O most merciful Redeemer, Friend and Brother,
may I know thee more clearly, love thee more dearly
and follow thee more nearly day by day.
·        attributed to St Richard of Chichester (1253)

Tuesday, February 7, 2012

Cool Quotes in Following Jesus part 2

Cool quotes in Loving Jesus part 2

As the deer pants for streams of water, so my soul pants for you, O God. Psalm 42:1

“Satan’s cause is never more in danger than when a human being no longer desiring, but still intending to do God’s will,  looks around upon a world from which every trace of God seems to have vanished and asks why he has been forsaken, yet still obeys.”

C.S. Lewis “The Screwtape Letters”

"If we consider the unblushing promises of reward and the staggering nature of the rewards promised in the Gospels, it would seem that Our Lord finds our desires not too strong, but too weak. We are half-hearted creatures, fooling about with drink and sex and ambition when infinite joy is offered to us, like an ignorant child who wants to go on making mud pies in a slum because he cannot imagine what is meant by the offer of a holiday at the sea. We are far too easily pleased."

·        CS Lewis, The Weight of Glory

“The sense that in this universe we are treated as strangers, the longing to be acknowledged, to meet with some response, to bridge some chasm that yawns between us and reality, is part of our inconsolable secret. And surely, from this point of view, the promise of glory, in the sense described, becomes highly relevant to our deep desire. For glory meant good report with god, acceptance by God, response, acknowledgment, and welcome into the heart of things. The door on which we have been knocking all our lives will open at last. . . . Apparently, then, our lifelong nostalgia, our longing to be reunited with something in the universe from which we now feel cut off, to be on the inside of some door which we have always seen from the outside, is no mere neurotic fancy, but the truest index of our real situation. And to be at last summoned inside would be both glory and honour beyond all our merits and also the healing of that old ache”

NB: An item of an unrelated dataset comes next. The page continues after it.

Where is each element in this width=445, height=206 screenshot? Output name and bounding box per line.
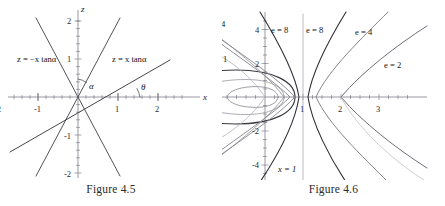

·        CS Lewis,  The Weight of Glory

looking at the list, you can see that these motivators relate to different stages and aspects of the spiritual journey, and that some may seem to be more accessible than others. For instance, we may be able to identify more with number 3 than with number 7. But remember that they are all facets of the same gem, since they are integrated in the character and promises of the living God. In a sense, they are components of a single passion—a concern for one thing above all else, the one thing most needed (Luke 10:41-42). When we are not propelled and impelled by one ultimate attraction, we are pulled by multiple desires. The worries of the world, the deceitfulness of riches, and the desires for other things (Mark 4:19) can choke the word in our lives and prevent us from bearing lasting fruit. When we turn from the lures of the world to the Person of Christ, we discover “the magnet that draws, the anchor that steadies, the fortress that defends, the light that illumines, the treasure that enriches, the law that commands and the power that enables”

Alexander Maclaren

O God, I have tasted Thy goodness,
and it has both satisfied me and made me thirsty for more.
I am painfully conscious of my need of further grace.
I am ashamed of my lack of desire.
O God, the Triune God,
I want to want Thee;
I long to be filled with longing;
thirst to be made more thirsty still.
Show me Thy glory, I pray Thee, that so I may know Thee indeed.
Begin in mercy a new work of love within me.
Say to my soul, `Rise up, my love, my fair one, and come away.'
Then give me grace to rise and follow Thee up from this misty lowland
where I have wandered so long. In Jesus' name, Amen.